Civil War Blockade Runner Found; Mercy Street Renewed by PBS; Highway Named for Civil War Vet

The Civil War in the News March 2016

A roundup of a few Civil War related items in the news.

Burnside Reading Newspaper

Civil War Blockade Runner Shipwreck Believed Found Off NC Coast

North Carolina authorities believe they have located the submerged wreck of the Confederate blockade runner Agnes E. Fry. The vessel lies off the mouth of the Cape Fear River and was located by sonar on February 27th, 2016, and divers have since explored the wreck despite poor visibility caused by currents from the river. Although two other ships are believed to be in the same general location the size of the vessel–225 feet long–has researchers believing the ship is the Fry as the other two were smaller. Investigations are continuing to confirm the identity.

Lt. Joseph Fry CSN

Lt. Joseph Fry CSN

The Agnes E. Fry was built in Scotland in 1864 and was originally called the Fox. It was renamed after the wife of Lieutenant Joseph Fry, the ship’s captain. Fry, a Floridian, was an officer in the United States Navy before the Civil War. Fry resigned his commission in 1861 to join the Confederate Navy. The Agnes E. Fry made three successful blockade runs before it was run aground and scuttled to avoid capture, probably sometime in January 1865. Lt. Fry survived the war, and in 1873 was recruited to bring arms to Cuban rebels in that nation’s Ten Years War, an insurrection against Spanish rule. Commanding the Virginius, an old Confederate blockade runner, Fry was captured by the Spanish and executed.

Mercy Street Renewed

PBS has renewed the Civil War medical drama Mercy Street for a second season. The six episode first season aired in January and February to generally favorable reviews and good viewership numbers. It’s based on real life historical characters and events in a Union hospital based in a former hotel in Alexandria, Virginia in the spring of 1862. The grim reality of wounded soldiers is not sugar coated in the series, which is filmed in Virginia. I enjoyed the first season and am glad it was renewed.

There’s no word on any sort of timetable for when the new season will air, but the time frame for the historical setting will be from the time of the Seven Days Battles during the Peninsula Campaign through the Battle of Antietam. That would be late June 1862 through mid September of the same year, leaving plenty of Civil War left for additional seasons.

Washington State Highway To Be Renamed for Black Civil War Veteran

Pending the signature of Washington Governor Jay Inslee, the Washington state legislature has passed legislation to begin the process of naming State Route 99 in honor of an African American Civil War veteran.
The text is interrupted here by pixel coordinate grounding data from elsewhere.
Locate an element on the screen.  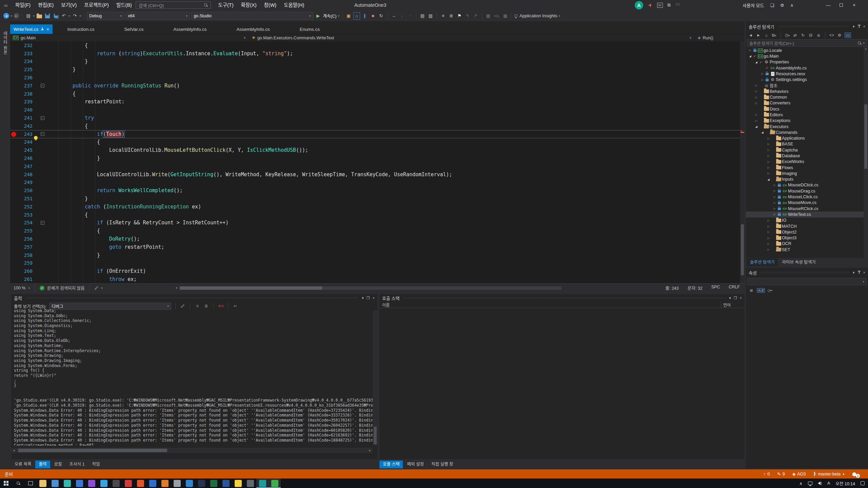
properties-title-bar: 속성 ▾ × is located at coordinates (807, 272).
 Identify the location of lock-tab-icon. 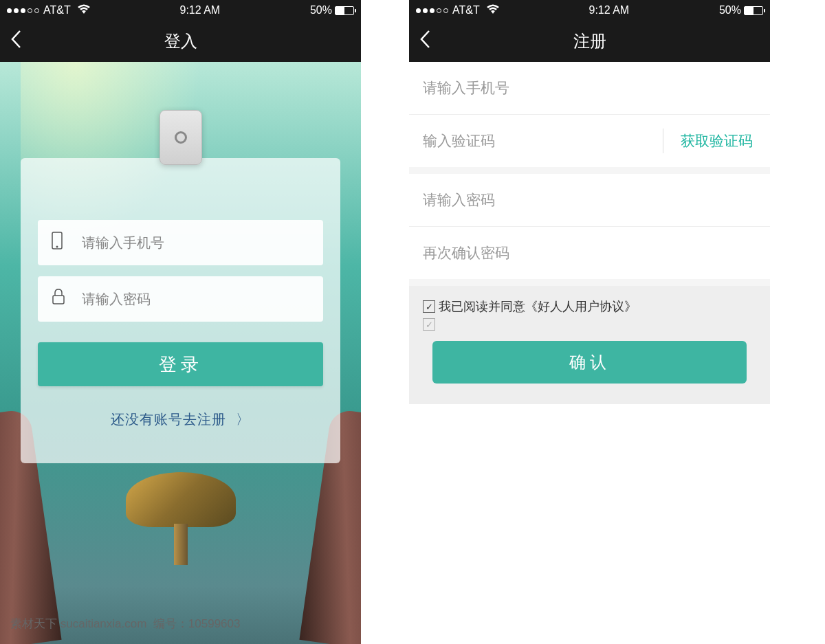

William P. Stewart was born in Illinois and enlisted in the 29th United States Colored Troops in early 1865. A few years after the war, Stewart moved to what was then Washington Territory. He became a farmer near Snohomish, Washington, northeast of Seattle. He died in 1907 and is buried in the Grand Army of the Republic cemetery in Snohomish.

The highway runs along the eastern side of Puget Sound through Seattle. Ironically, parts of it were named at one time after Confederate president Jefferson Davis. The road currently has no official name.